This GRANTA issue is only marginally devoted to raw, pure sex and should cater to many tastes. "Tokyo Island" by the awesome Japanese woman novelist Natsuo Kirino evokes a fairy tale world of two waves of shipwrecked people stranded on an unpopulated, lush tropical island. Kiyoko is the only female in a population of 30+ Japanese and Chinese men, identified as Tokyoites and Hong Kongers. They don't mix, divide the island between them and evolve in different directions, with Kiyoko always on their mind. Also a parable for Japan and China's economic performance in recent years.
Soft(?) porno is offered in a uniquely-structured declaration of love/short story in Emmanuel Carrère's "This is For You". The fictional author/journalist of the story is a love-struck control freak who has been planning the publication of his ode to his loved one several months ahead, to coincide with her traveling on a Saturday afternoon on a high speed train towards him, with her choosing "Le Monde" with its weekend edition (circulation 600.000) as her natural choice of entertainment during the journey. Could become a movie hit with plenty of flashbacks and a perfectly-timed voice over.
At least three stories deal with gay-hood, its discovery, full blast enjoyment, and sad, soon to be lonely, aftermath. Alan Founds' portrait of a moody, confused and nasty vicar in a London suburb is intriguing and perfectly written. For me, Mark Doty's title "The Unwriteable", a coming-out story, summarizes it all. The charm, glory, joy, fulfillment of gay-hood cannot be conveyed through writing to non-gays.
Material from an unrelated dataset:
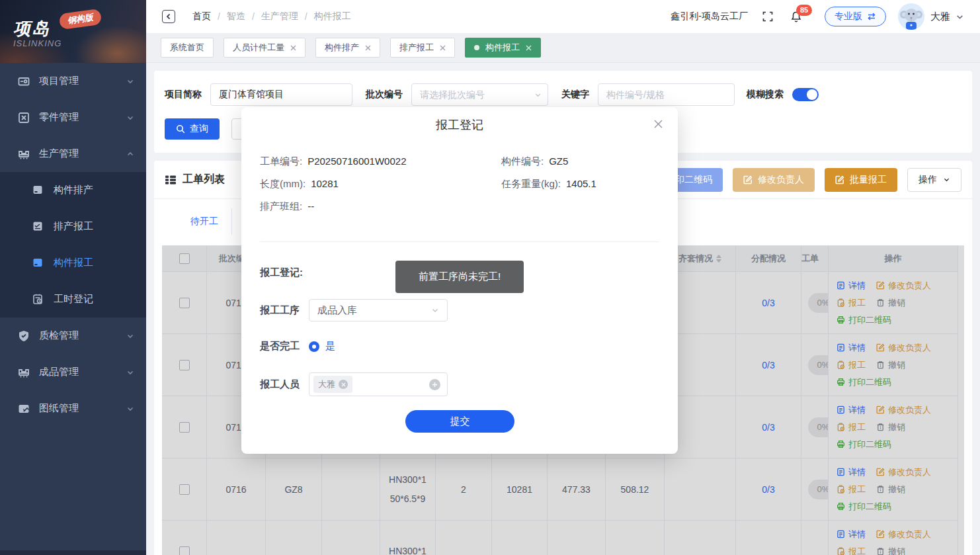 The image size is (980, 555). I want to click on tab-label: 系统首页, so click(187, 48).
Tom McCarthy's story "The Spa" is about constipation, not sex. Its victim is a male English adolescent in an old Central European spa brimming with history, meeting a beautiful anaemic girl of his own age... His and Mr. Founds' story really evoke smells, sounds, images to an almost cinematographic degree. Finally, Brian Chikwava's recollection of post-independence Zimbabwe, its music and its graphically-sexual new dance forms, is described with love and humour, and then with near-certainty that it accelerated the arrival of a new disaster to come. Not one rotten apple in this basket. Very rich volume, not to be missed.